Cisco Snags Tropo Communications Development Platform

When you think of Cisco, it’s easy to pigeon-hole them as a networking equipment company, but Cisco also has a communications and collaboration side that includes WebEx. Today, it announced its intent to buy Tropo, a Twilio-like communications platform for adding telephony, messaging and other communications tools to any application.

As I wrote yesterday, APIs are making it simpler for developers to add a range of functionality to applications very quickly and one function developers love to include is an ability to communicate. At the TechCrunch Disrupt Hackathon last weekend, many of the applications included the ability to trigger a text message when something important happened in the application.

Twilio is probably the best known of the communications APIs, but buying Tropo gives Cisco immediate access to a community of more than 200,000 developers (according to numbers provided by Cisco). Tropo offers its product for free to developers, and then makes money from each communication made via the Tropo platform. It’s unclear if Cisco will continue to use the same pricing model.

Tropo workflow chart.

Tropo’s team will join the Cisco Collaboration and Communications Group. The tricky part here is not only incorporating a team that’s been independent into a large organization without sucking the spirit out of it, it also needs to incorporate a loyal community and try to keep it going without alienating them. That’s the challenge large companies face when they buy developer tools like this.

It’s the same type of challenge that IBM faces after purchasing the AlchemyAPI earlier this year. It too was a tool with a large loyal community being purchased by a large traditional IT vendor.

In a blog post welcoming the Tropo team, Cisco indicated that it certainly believes it can do just that. “Together, we will help extend the Cisco platform to third party endpoints and applications via modern APIs and enable Cisco to better serve the developer community.” Ultimately though, that’s a goal more than a statement of fact.

This purchase gives Cisco a platform to attract developers to its wider ecosystem, and that’s important for a mature company like Cisco, trying to avoid the brutality of disruption.

Terms of the deal were not disclosed.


* _AIM OF THE EXERCISE_: Repeat every entry exactly as given.

──────── STUDY MATERIAL

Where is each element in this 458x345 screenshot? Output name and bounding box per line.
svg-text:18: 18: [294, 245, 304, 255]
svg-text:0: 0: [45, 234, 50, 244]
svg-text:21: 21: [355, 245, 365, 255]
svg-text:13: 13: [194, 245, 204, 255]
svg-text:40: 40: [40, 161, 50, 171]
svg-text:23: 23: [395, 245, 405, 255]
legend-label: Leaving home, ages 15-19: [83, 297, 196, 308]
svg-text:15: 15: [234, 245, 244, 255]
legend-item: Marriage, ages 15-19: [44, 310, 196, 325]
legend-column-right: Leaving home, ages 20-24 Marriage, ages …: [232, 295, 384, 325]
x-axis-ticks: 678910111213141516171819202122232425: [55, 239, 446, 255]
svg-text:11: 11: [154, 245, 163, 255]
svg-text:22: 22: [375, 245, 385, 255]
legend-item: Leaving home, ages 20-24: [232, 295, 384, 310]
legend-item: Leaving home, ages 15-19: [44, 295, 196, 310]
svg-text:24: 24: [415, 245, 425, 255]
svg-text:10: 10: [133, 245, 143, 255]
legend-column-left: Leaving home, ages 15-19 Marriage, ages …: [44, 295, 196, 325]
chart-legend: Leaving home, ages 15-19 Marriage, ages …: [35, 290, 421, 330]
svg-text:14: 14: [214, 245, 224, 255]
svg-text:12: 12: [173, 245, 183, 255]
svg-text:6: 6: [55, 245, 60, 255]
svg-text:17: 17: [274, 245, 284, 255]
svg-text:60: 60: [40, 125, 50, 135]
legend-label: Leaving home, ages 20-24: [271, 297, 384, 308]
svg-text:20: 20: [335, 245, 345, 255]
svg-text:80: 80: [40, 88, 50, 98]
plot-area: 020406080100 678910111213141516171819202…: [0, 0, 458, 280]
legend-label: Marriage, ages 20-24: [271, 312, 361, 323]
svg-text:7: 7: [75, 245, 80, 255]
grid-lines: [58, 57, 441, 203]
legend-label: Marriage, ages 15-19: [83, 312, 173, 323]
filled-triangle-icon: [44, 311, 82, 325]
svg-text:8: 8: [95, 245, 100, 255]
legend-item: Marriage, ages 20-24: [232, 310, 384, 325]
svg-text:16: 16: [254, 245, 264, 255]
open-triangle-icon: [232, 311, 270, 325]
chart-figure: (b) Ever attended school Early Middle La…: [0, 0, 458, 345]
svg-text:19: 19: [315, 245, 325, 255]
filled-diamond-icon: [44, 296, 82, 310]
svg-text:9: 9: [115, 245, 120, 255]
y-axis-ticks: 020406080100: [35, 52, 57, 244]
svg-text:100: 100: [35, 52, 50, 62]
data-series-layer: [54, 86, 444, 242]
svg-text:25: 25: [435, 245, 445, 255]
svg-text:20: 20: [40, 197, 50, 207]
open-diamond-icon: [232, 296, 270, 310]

────────────────

* _SOLUTION FOR THIS PROBLEM_:
Where is each element in this 458x345 screenshot? Output name and bounding box per line.
svg-text:18: 18: [294, 245, 304, 255]
svg-text:0: 0: [45, 234, 50, 244]
svg-text:21: 21: [355, 245, 365, 255]
svg-text:13: 13: [194, 245, 204, 255]
svg-text:40: 40: [40, 161, 50, 171]
svg-text:23: 23: [395, 245, 405, 255]
legend-label: Leaving home, ages 15-19: [83, 297, 196, 308]
svg-text:15: 15: [234, 245, 244, 255]
legend-item: Marriage, ages 15-19: [44, 310, 196, 325]
legend-column-right: Leaving home, ages 20-24 Marriage, ages …: [232, 295, 384, 325]
x-axis-ticks: 678910111213141516171819202122232425: [55, 239, 446, 255]
svg-text:11: 11: [154, 245, 163, 255]
svg-text:22: 22: [375, 245, 385, 255]
legend-item: Leaving home, ages 20-24: [232, 295, 384, 310]
legend-item: Leaving home, ages 15-19: [44, 295, 196, 310]
svg-text:24: 24: [415, 245, 425, 255]
svg-text:10: 10: [133, 245, 143, 255]
legend-column-left: Leaving home, ages 15-19 Marriage, ages …: [44, 295, 196, 325]
chart-legend: Leaving home, ages 15-19 Marriage, ages …: [35, 290, 421, 330]
svg-text:14: 14: [214, 245, 224, 255]
svg-text:12: 12: [173, 245, 183, 255]
svg-text:6: 6: [55, 245, 60, 255]
svg-text:17: 17: [274, 245, 284, 255]
svg-text:60: 60: [40, 125, 50, 135]
legend-label: Leaving home, ages 20-24: [271, 297, 384, 308]
svg-text:20: 20: [335, 245, 345, 255]
svg-text:80: 80: [40, 88, 50, 98]
plot-area: 020406080100 678910111213141516171819202…: [0, 0, 458, 280]
legend-label: Marriage, ages 20-24: [271, 312, 361, 323]
svg-text:7: 7: [75, 245, 80, 255]
grid-lines: [58, 57, 441, 203]
legend-label: Marriage, ages 15-19: [83, 312, 173, 323]
filled-triangle-icon: [44, 311, 82, 325]
svg-text:8: 8: [95, 245, 100, 255]
legend-item: Marriage, ages 20-24: [232, 310, 384, 325]
svg-text:16: 16: [254, 245, 264, 255]
open-triangle-icon: [232, 311, 270, 325]
chart-figure: (b) Ever attended school Early Middle La…: [0, 0, 458, 345]
svg-text:19: 19: [315, 245, 325, 255]
filled-diamond-icon: [44, 296, 82, 310]
svg-text:9: 9: [115, 245, 120, 255]
y-axis-ticks: 020406080100: [35, 52, 57, 244]
svg-text:100: 100: [35, 52, 50, 62]
data-series-layer: [54, 86, 444, 242]
svg-text:25: 25: [435, 245, 445, 255]
svg-text:20: 20: [40, 197, 50, 207]
open-diamond-icon: [232, 296, 270, 310]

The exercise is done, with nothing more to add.